Home truths
Tim Lott muses the impact of our children challenging convention, and wonders if it’s time to stop wearing a tie.
For some reason I can no longer remember – I was probably trying to be funny, always a mistake – I started doing a fake Russian accent in front of my eleven-year-old daughter on the way home from school. I was entirely taken aback when she rounded on me furiously and accused me in no uncertain terms of being ‘a racist’.
Leaving aside for the moment the fact that self-righteousness seems to have become a plague even among pre-teens, my first reaction was to laugh, which made her even angrier. Faced with such fury, my second reaction was more unsettling. Could she possibly be right?
I always like to assume that my children are wrong as a matter of course – it makes life so much easier – but annoyingly in this case it occurred to me she might have had a point. Or rather, she may have had a logical presupposition on her side which was difficult to easily argue with. If it was racist to adopt, say, a Pakistani or a Chinese accent, why wasn’t it racist to do a Russian one?
The point is, children often ask difficult questions which give you the uncomfortable feeling that quite a lot of your thought and behaviour is a matter of habit or custom rather than actual logic.
To take another example, another one of my daughters (I have four) once asked me why she couldn’t have cake for breakfast. I responded with bluster, mainly because I couldn’t work out the answer. After all, muffins, Danish pastries and sugary cereals are all essentially cakes. Why not scones with jam and cream or chocolate gateau? For that matter, since we are on the subject of sweet things, why does dessert always come after the main meal and not before? Who wrote the rulebook?
My own parents had an effective rejoinder to this – ‘because I say so!’ This was obviously a cover for the fact that they didn’t have a good answer. However, this response no longer seems to cut much ice.
A similar dilemma arises when my daughter asks why she should have to tidy up her room when, well, it’s HER room, right? Once more, I find myself stumped to find a sufficiently convincing response. For that matter, why should she have to wait until she is 11 before having ear studs? Why not ten, or nine? Why can’t she cut all her hair off if she feels like it? I’m not sure. She just can’t.
Having children teaches you quite quickly how trapped by convention we actually are, and how unexamined so many of our thoughts and behaviours tend to be – which is disconcerting. That’s why children’s straightforward simplicity of mind is so very annoying.
Why are rude words rude? After all, they are only sounds coming out of a mouth. And why can parents use them and not children? Why, in some households, is it de rigeur to say ‘loo’, and absolute taboo to say ‘toilet’. Again, it’s far from clear.
Frankly, my children make me think more than I care to. Before I know it, I shall start to ask myself why I tie a length of patterned cloth around my neck when I am attending a formal occasion, or why one sends Christmas cards to people one may not care for or even like.
Eventually my children will grow up and learn to stop questioning all the stupid things we do, and just go along with it like everyone else, or talk about the weather we’ve been having. They will lose their innocent simplicity and become corrupted adults riddled with irrational assumptions.
It’s a terrible shame I suppose. But I, for one, just can’t wait for them to get as dumb as everyone else. It makes life so much easier. And I’ll be able to continue working on my Russian accent. Which, whatever my daughter says, is hilarious.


WHAT THE TASK REQUIRES ::
Copy the records below exactly, leaving out any pictures.

[Data extracted from a collection]
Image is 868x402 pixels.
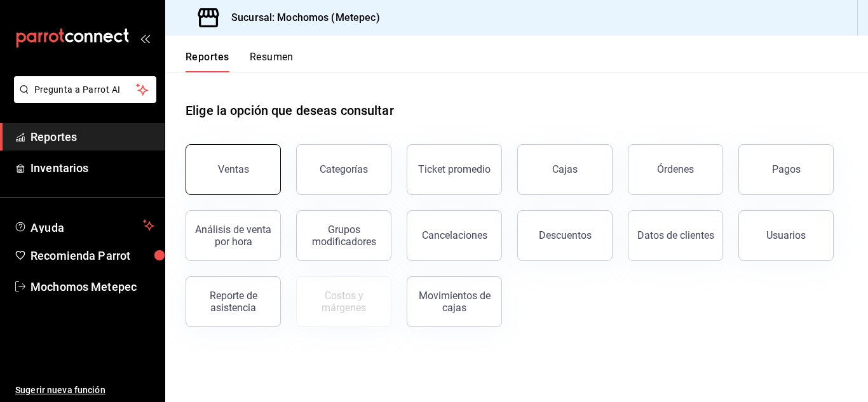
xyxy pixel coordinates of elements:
span: Sugerir nueva función [15,383,155,397]
button: Contrata inventarios para ver este reporte [296,276,391,327]
span: Reportes [31,128,155,145]
span: Pregunta a Parrot AI [35,83,137,97]
div: Grupos modificadores [304,224,383,247]
div: Pagos [772,163,800,175]
button: Reportes [185,51,229,72]
div: Categorías [320,163,368,175]
div: Datos de clientes [637,229,714,241]
div: Usuarios [766,229,805,241]
div: Movimientos de cajas [415,290,493,314]
button: Ventas [185,144,280,195]
span: Inventarios [31,159,155,177]
div: Descuentos [539,229,591,241]
div: Análisis de venta por hora [194,224,273,247]
span: Recomienda Parrot [31,247,155,264]
button: Análisis de venta por hora [185,210,280,261]
button: Ticket promedio [407,144,502,195]
h1: Elige la opción que deseas consultar [185,101,394,120]
button: Usuarios [738,210,833,261]
a: Pregunta a Parrot AI [9,92,156,105]
button: Pregunta a Parrot AI [14,76,156,103]
button: Pagos [738,144,833,195]
div: Cajas [552,163,577,175]
button: Resumen [250,51,294,72]
span: Mochomos Metepec [31,278,155,295]
div: Órdenes [657,163,694,175]
h3: Sucursal: Mochomos (Metepec) [221,10,380,25]
button: Cajas [517,144,613,195]
button: Descuentos [517,210,613,261]
button: Reporte de asistencia [185,276,280,327]
span: Ayuda [31,217,137,233]
button: open_drawer_menu [140,33,150,43]
div: Ventas [218,163,249,175]
div: Costos y márgenes [304,290,383,314]
button: Cancelaciones [407,210,502,261]
div: Cancelaciones [422,229,487,241]
div: Reporte de asistencia [194,290,273,314]
div: navigation tabs [185,51,294,72]
div: Ticket promedio [418,163,490,175]
button: Movimientos de cajas [407,276,502,327]
button: Datos de clientes [628,210,723,261]
button: Grupos modificadores [296,210,391,261]
button: Órdenes [628,144,723,195]
button: Categorías [296,144,391,195]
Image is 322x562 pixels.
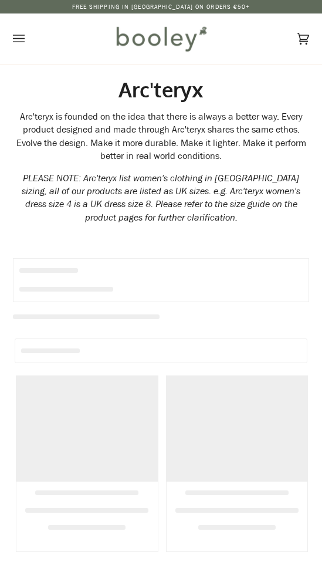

TASK RESPONSE ::
Image is 868x402 pixels.
xyxy pixel coordinates of elements:
span: Sugerir nueva función [15,383,155,397]
button: Contrata inventarios para ver este reporte [296,276,391,327]
span: Reportes [31,128,155,145]
span: Pregunta a Parrot AI [35,83,137,97]
div: Grupos modificadores [304,224,383,247]
div: Pagos [772,163,800,175]
button: Reportes [185,51,229,72]
div: Categorías [320,163,368,175]
div: Datos de clientes [637,229,714,241]
div: Usuarios [766,229,805,241]
div: Movimientos de cajas [415,290,493,314]
button: Ventas [185,144,280,195]
span: Inventarios [31,159,155,177]
div: Descuentos [539,229,591,241]
div: Análisis de venta por hora [194,224,273,247]
span: Recomienda Parrot [31,247,155,264]
button: Análisis de venta por hora [185,210,280,261]
button: Ticket promedio [407,144,502,195]
h1: Elige la opción que deseas consultar [185,101,394,120]
button: Usuarios [738,210,833,261]
a: Pregunta a Parrot AI [9,92,156,105]
button: Pregunta a Parrot AI [14,76,156,103]
button: Pagos [738,144,833,195]
div: Cajas [552,163,577,175]
button: Resumen [250,51,294,72]
span: Mochomos Metepec [31,278,155,295]
div: Órdenes [657,163,694,175]
h3: Sucursal: Mochomos (Metepec) [221,10,380,25]
button: Cajas [517,144,613,195]
button: Descuentos [517,210,613,261]
button: Reporte de asistencia [185,276,280,327]
span: Ayuda [31,217,137,233]
button: open_drawer_menu [140,33,150,43]
div: Ventas [218,163,249,175]
div: Costos y márgenes [304,290,383,314]
button: Cancelaciones [407,210,502,261]
div: Cancelaciones [422,229,487,241]
div: Reporte de asistencia [194,290,273,314]
div: navigation tabs [185,51,294,72]
div: Ticket promedio [418,163,490,175]
button: Movimientos de cajas [407,276,502,327]
button: Datos de clientes [628,210,723,261]
button: Grupos modificadores [296,210,391,261]
button: Órdenes [628,144,723,195]
button: Categorías [296,144,391,195]
Image is 322x562 pixels.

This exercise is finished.